A week after Bloomberg Businessweek plastered his face on its cover, former Bush adviser Karl Rove gets feature-length coverage from TIME magazine. Much of the five-page article focuses on his American Crossroads Super PAC.

More recently, Crossroads launched another ad supporting Romney. This one features small-business owners marveling at Obama’s statement that “if you’ve got a business, you didn’t build that.” Never mind that the ad distorts Obama’s point–that government supports the private sector with things like roads and bridges. (Crossroads ads are regularly deemed things like “exaggerated,” “misleading” and “false” by media fact checkers.) Or that at least one of those small-business owners was revealed to be a paid actor. It still served as crucial backup for the Romney campaign, whose ability to advertise this summer is restricted. That’s because election law divides a candidate’s campaign cash into primary and general-election dollars. Romney burned through most of his primary cash fending off his GOP rivals this winter. But he can’t spend his vast reserve of general-election money until he’s officially nominated in Tampa later this month. Steve Law, who is the CEO of Crossroads and manages the group day to day, calls this period “the interregnum” and says Crossroads’ support has been a vital buffer against Obama’s summer advertising blitz. “We’ve helped Romney survive what was going to be a killing field for the Obama campaign,” Law says.

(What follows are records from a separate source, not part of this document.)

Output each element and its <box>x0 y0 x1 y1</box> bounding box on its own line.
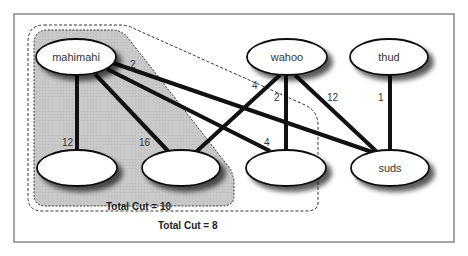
edge-weight-wahoo-suds: 12 <box>327 92 339 103</box>
node-label-thud: thud <box>378 51 399 63</box>
node-label-suds: suds <box>378 162 402 174</box>
edge-weight-mahimahi-suds: 2 <box>130 59 136 70</box>
diagram-stage: mahimahi wahoo thud suds 12 16 4 2 4 2 1… <box>0 0 468 256</box>
edge-weight-mahimahi-n2: 16 <box>139 137 151 148</box>
node-label-mahimahi: mahimahi <box>52 51 100 63</box>
edge-weight-mahimahi-n3: 4 <box>264 137 270 148</box>
node-unnamed-1 <box>37 150 117 186</box>
edge-weight-mahimahi-n1: 12 <box>62 137 74 148</box>
node-unnamed-3 <box>246 150 326 186</box>
graph-diagram: mahimahi wahoo thud suds 12 16 4 2 4 2 1… <box>0 0 468 256</box>
partition-label-cut-8: Total Cut = 8 <box>158 220 218 231</box>
edge-weight-thud-suds: 1 <box>378 92 384 103</box>
edge-weight-wahoo-n3: 2 <box>274 92 280 103</box>
node-label-wahoo: wahoo <box>270 51 303 63</box>
partition-label-cut-10: Total Cut = 10 <box>106 201 172 212</box>
edge-weight-wahoo-n2: 4 <box>252 80 258 91</box>
node-unnamed-2 <box>142 150 220 186</box>
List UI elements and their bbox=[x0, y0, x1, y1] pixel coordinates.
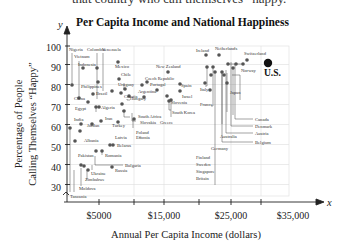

By Election Day, Law says, Crossroads hopes to have spent about $200 million just on the race for the White House–about as much as McCain raised in the entire 2008 campaign. That doesn’t include the additional $100 million Crossroads intends to spend on the fight for Congress, especially the Republican effort to wrest control of the Senate from the Democrats. Crossroads ads have battered Democratic candidates like Nebraska’s Bob Kerrey (“Bailout Bob”), Ohio’s Sherrod Brown (“voted with Barack Obama 95% of the time”) and Missouri’s Claire McCaskill (“ObamaClaire”), putting Republicans in position to control not only the White House but also both chambers of Congress for the first time since 2005.

For those who worry about all the big money flowing into politics (and John Hood puts that big money in its proper perspective), I offer the following rejoinder: If you want less money in politics, make government less important to our lives.